When I were a lad — back when you could buy the entire back catalogue of the Fall for thruppence and still have change to get into a New Order show on the way home — record labels mattered. Well, a cohort of independent labels mattered, because their imprints stood for something. There was Creation, with its dedication to a twin axis of 1977 and 1967 as the only years that counted; 4AD, with its arty sleeves and its wafty, diaphanous music; there was Factory, somewhere between an elaborate practical joke and home to the most forward-thinking musicians in the country.

You don’t get many labels like that any longer. The new economics of the music industry militate against the model of the record label as an aesthetic statement, rather than purveyor of vulgar commerce. Of course there are still specialist labels for genres; there are still label owners with a world view rather than just a balance sheet. But there aren’t many labels whose artists and vision suggests something more at work than either ‘The regulars will like this’ or ‘Can we get this on the front of Spotify?’

Dirty Hit, however, could have existed in my 1980s youth: it’s a label with a sense of identity. On the one hand it has two commercial powerhouses — the 1975 and Wolf Alice. Below that are some biggish cults — Beabadoobee, Rina Sawayama and the Japanese House. And below that it has others. It’s not a big roster — 19 acts in total — but you can listen to each of them and understand why they are there. It’s the only successful record label of which I would be willing to sample everything it has signed.

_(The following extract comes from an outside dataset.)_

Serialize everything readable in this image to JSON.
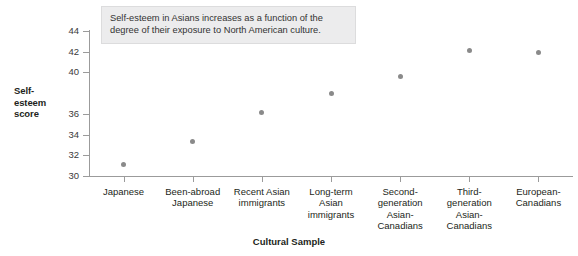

Earlier this year it signed a young man from Birmingham called Sipho. He played at this year’s End of the Road Festival, where I missed him, but had my weekend ruined by people telling me how brilliant he had been. And so to Hackney, to catch this rare talent, and to note the strange coincidences that bring people thousands of miles apart to the same musical conclusion.

The other week I wrote about — and raved about — the west coast group Gabriels. Well, in the West Midlands, Sipho had been having similar thoughts: here, again, is a soulful man with a blistering voice doing a whistlestop tour of styles, though his history of black music is a generation younger than that of Gabriels’: hip-hop and its offshoots run alongside the soul and the funk in his music, and there’s something pleasingly incongruous about hearing Pink Floyd-esque guitar soloing while the singer is embarking on a wholly unrelated flight of vocal fantasy. But the impulse is the same: musical history, placed into a new focus to alter the listener’s perception of it.

As with Gabriels, the singing is the star, and Sipho has a voice to bathe in, and the sense to use its power sparingly. At the moment I think he falls more into the category of ‘good idea that needs developing’ than finished article, but then that’s what the very best labels do — they turn people into finished articles.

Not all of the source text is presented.